Colton Lewis is a pretty simple guy.

The Vestavia Hills High School senior more or less lives on the diamond, whether he’s playing with his high school baseball team, his travel team or he’s taking batting practice from his grandfather.

“Baseball has been my life since I started playing it,” Lewis said. “I love it and can’t get enough of it.”

Lewis realized early in life that the game of baseball was of paramount importance to him. He fondly remembers his grandfather, Bud Mollison, taking him to the ballpark to get extra cuts as a youngster. It’s a tradition that is still ongoing.

“We would just go to the field and start hitting,” Lewis recalled. “I loved it from the get-go. Every night, I remember we’d go up to the fields and take practice. It was fun.”

Jamie Harris, Lewis’ coach at Vestavia Hills, helps coach his son’s youth football team in the offseason. There have been several instances his son has noticed a pitcher and batter at the other end of the field.

“You cannot go to Wald Park and be there for more than an hour without seeing them,” Harris said.

It’s that love of the game that has allowed Lewis to improve continually throughout his high school years. He primarily pitches and plays first base for the Rebels and is a key bat in the middle of the order.

“If everybody in our program was like him, we’d never lose a game,” Harris said. “He outworks everyone, plays hard, takes it serious and he enjoys the game and has a passion for the game.”

Because of all that, Lewis earned a baseball scholarship at Jacksonville State University and will likely pitch and play outfield for the Gamecocks. On the mound, Harris has seen Lewis’ velocity rise from 80 miles per hour to now being a left-handed arm that can touch 89 with a “wipeout” changeup and an improved breaking ball. 

His bat’s not bad either.

“He can literally drive the ball out of the park in any part of the park,” Harris said. “When he stays within himself and stays gap to gap, he’s an extra-base threat in any count.”

One of Lewis’ top baseball memories is scoring the winning run in a playoff game two years ago, when the Rebels advanced all the way to the Class 7A semifinals. 

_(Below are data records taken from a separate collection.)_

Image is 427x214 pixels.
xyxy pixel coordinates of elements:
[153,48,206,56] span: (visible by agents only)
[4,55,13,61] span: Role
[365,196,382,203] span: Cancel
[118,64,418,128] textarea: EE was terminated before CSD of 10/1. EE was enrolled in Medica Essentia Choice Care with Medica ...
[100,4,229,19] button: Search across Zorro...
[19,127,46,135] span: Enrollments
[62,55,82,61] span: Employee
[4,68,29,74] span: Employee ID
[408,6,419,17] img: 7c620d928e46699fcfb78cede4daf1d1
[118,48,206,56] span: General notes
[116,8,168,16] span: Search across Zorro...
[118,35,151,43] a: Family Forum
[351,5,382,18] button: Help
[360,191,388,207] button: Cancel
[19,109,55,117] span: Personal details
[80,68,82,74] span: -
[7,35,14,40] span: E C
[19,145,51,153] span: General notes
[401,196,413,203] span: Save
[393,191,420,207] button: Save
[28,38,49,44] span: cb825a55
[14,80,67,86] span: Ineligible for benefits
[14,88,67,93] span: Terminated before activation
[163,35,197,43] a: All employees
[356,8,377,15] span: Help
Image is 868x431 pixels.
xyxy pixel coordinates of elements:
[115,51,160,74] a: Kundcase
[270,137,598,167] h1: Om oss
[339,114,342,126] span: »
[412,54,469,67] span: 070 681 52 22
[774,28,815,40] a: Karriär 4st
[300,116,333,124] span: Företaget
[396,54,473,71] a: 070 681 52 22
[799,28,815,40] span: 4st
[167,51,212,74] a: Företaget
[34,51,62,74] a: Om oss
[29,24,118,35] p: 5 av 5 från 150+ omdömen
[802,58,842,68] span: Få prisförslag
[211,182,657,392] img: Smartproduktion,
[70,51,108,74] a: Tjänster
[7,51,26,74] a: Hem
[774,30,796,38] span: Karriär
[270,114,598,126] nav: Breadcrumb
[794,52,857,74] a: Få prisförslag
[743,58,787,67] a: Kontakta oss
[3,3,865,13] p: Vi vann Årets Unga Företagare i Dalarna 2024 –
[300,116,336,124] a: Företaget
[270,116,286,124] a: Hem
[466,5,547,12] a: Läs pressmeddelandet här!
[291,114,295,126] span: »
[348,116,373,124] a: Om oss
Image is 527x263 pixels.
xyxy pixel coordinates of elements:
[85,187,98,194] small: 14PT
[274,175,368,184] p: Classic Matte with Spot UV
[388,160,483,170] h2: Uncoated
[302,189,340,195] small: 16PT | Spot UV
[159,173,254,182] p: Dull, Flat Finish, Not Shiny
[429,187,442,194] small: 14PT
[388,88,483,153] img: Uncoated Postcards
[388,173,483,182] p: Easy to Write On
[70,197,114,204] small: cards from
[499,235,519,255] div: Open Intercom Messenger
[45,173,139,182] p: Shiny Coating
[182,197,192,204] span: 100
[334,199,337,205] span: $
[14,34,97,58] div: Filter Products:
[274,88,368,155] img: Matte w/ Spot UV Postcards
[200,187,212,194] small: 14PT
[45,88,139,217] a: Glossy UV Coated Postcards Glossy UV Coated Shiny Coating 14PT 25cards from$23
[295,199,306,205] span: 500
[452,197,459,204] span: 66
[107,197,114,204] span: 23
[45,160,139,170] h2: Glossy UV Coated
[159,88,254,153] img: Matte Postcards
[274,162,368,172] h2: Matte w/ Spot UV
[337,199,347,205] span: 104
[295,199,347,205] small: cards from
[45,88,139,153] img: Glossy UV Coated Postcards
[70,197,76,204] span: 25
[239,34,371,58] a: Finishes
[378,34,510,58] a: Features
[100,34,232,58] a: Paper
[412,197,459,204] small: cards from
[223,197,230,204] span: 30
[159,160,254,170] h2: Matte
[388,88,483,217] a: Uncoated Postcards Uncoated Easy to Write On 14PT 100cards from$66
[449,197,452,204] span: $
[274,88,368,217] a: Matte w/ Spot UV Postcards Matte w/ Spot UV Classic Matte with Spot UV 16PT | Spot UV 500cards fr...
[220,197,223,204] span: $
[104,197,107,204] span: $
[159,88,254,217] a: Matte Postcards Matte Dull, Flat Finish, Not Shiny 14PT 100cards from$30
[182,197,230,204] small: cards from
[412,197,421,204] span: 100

But he wants to create a new favorite memory this season. 

He’s hopeful his senior class can help the Rebels claim their first state title since 2000, when they capped off a streak of nine in 10 years.

“It means a lot because so many great players came before us,” Lewis said of the importance of playing at a tradition-rich program like Vestavia Hills. “We know we have to respect them and play as hard as they did and hopefully get back to the winning ways.”

Lewis realizes this spring will be his final one playing with a core group of guys who have been together for over a decade, and he wants to go out the right way.

“It’s my last chance to play with all my friends and in front of this community,” he said. “I love Vestavia baseball. It’s really special to me.”